Guiding Meditation, Like Riding a Bike!
The Art of Teaching
Guiding & Riding the Bike of Meditation
Guiding meditation is like teaching someone how to ride a bike — at first you are holding the handle bars for them, cueing them to get their feet pedaling, and then you gradually begin to release one hand, then the other, continuing to guide them as you walk beside them, until you are able to step back completely. It’s a gradual process that requires skillful attention, practice and experience. When done well, this process helps the student achieve depths in their meditation that they could not have achieved alone, while also empowering them to be able to reach for those depths in their personal practice.

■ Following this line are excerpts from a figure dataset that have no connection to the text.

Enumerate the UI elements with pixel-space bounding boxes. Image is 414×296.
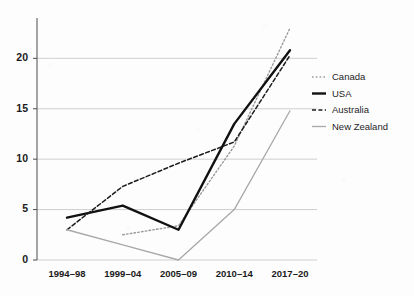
legend-label-australia: Australia (332, 104, 370, 115)
x-axis-tick-labels: 1994–981999–042005–092010–142017–20 (49, 268, 309, 279)
series-line-australia (67, 55, 290, 229)
y-axis-tick-label: 15 (16, 102, 28, 114)
data-series-group (67, 28, 290, 260)
x-axis-tick-label: 2005–09 (160, 268, 197, 279)
y-axis-ticks (33, 58, 37, 260)
line-chart: 05101520 1994–981999–042005–092010–14201… (0, 0, 414, 296)
chart-plot-area: 05101520 1994–981999–042005–092010–14201… (0, 0, 414, 296)
y-axis-tick-label: 20 (16, 51, 28, 63)
x-axis-tick-label: 2010–14 (216, 268, 254, 279)
x-axis-tick-label: 2017–20 (272, 268, 309, 279)
series-line-new-zealand (67, 111, 290, 260)
legend-label-new-zealand: New Zealand (332, 121, 388, 132)
y-axis-tick-labels: 05101520 (16, 51, 28, 265)
x-axis-tick-label: 1994–98 (49, 268, 86, 279)
legend-label-canada: Canada (332, 71, 366, 82)
y-axis-tick-label: 0 (22, 253, 28, 265)
chart-legend: CanadaUSAAustraliaNew Zealand (312, 71, 388, 132)
series-line-canada (123, 28, 290, 235)
series-line-usa (67, 50, 290, 229)
y-axis-tick-label: 10 (16, 152, 28, 164)
y-axis-tick-label: 5 (22, 202, 28, 214)
legend-label-usa: USA (332, 88, 352, 99)
x-axis-tick-label: 1999–04 (104, 268, 142, 279)
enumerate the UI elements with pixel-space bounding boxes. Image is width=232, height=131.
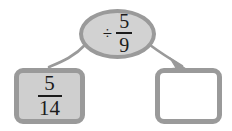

Step 1) Introduce the practice
In one or two sentences, tell your students what you are about to do together. In terms of riding a bike this would be like telling them that we are going to ride this bike around the cul-de-sac today for 15 minutes. Or, in our case, you might say, “Now we are going to practice mantra together. We will begin by doing mantra out loud, focusing on the mouth and then the throat, getting slower and quieter as we go. After that we will transition to doing mantra silently with our breath at the heart. This will help us connect to the deeper aspects of the mantra that I was describing earlier."
Step 2) Teach the technique
Guide your students simply and repetitively into the practice you are teaching. When learning to ride a bike, your teacher would hold the handle bars and walk the bike, cueing you to ‘pedal your feet’ and ‘look straight ahead.’ They would be holding the bike, but giving you simple repetitive cues that you could keep re-focusing on until they felt like you got it. After a while, they might let go of the handle bars with one hand, continuing to give those same simple and repetitive cues, and finally they would release the handle bars and continue walking beside you. Teaching meditation is exactly the same way. We need to boil our technique down to simple and repetitive cues. Beautiful metaphors and images are of no use to someone who is not yet able to pedal their feet and keep their balance. Keep it simple, keep it repetitive. For example, “As you inhale, feel the breath make its way to the heart as you continue to silently repeat the mantra Om Namah Shivaya. As you exhale, keep your focus in the heart as you repeat the mantra again, Om Namah Shivaya. Each inhale, Om Namah Shivaya at the heart. Each exhale, Om Namah Shivaya, keeping your focus at the heart.”
Step 3) Step Back
The next step involves transitioning your cues to a more narrative style and empowering your students to work more deeply within themselves. As we saw in the last step, at a certain point you let go of the handle bars to allow the student to begin taking the practice deeper inside, but you keep walking beside them as they do it. This is the exit strategy, the conscious transition from breath-by-breath cues to a more narrative, detached style of cueing. In the following example, the ellipses indicate a moment of silence that helps you make your exit. Example: "Continue breathing at your own pace, bringing the mantra to every inhale and exhale … Try to hear the repetition of the mantra with each breath … Continue Repeating Om Namah Shivaya at the heart with every single breath.”
Step 4) Depth Cues
Depth cues are one or two ‘narrative-style’ cues, with plenty of room in between them to practice, that encapsulate the trajectory of the practice and enable your students to dive more deeply inside. For our bike analogy, our students are riding around the cul-de-sac at this point. Depth cues are what we would say to them to help them really start to feel their practice and explore it more deeply. These types of cues are rich and powerful gems that encapsulate the practice and give them room to explore. Each one of these cues is surrounded by plenty of silence for them to work with it.
Example 1: "Feel the mantra filling your awareness at the heart just like the breath fills your lungs. Allow the awareness to grow beyond the space of the body, filling the room and beyond.”
Example 2: “Bring your awareness to the center of the chest, like a turtle drawing its head into its shell. With each breath, draw your head down into the heart, repeating the mantra Om Namah Shivaya, from the center of the chest, inside your turtle shell.”
Step 5) Cue Out and Absorb
The final step in guiding meditation is to clearly end the meditation and help your students notice any positive effects. An example of this could be: "At the end of your next exhale, allow the mantra to subside and your eyes to open a little bit. Notice the space of the room, and the quietness of your mind."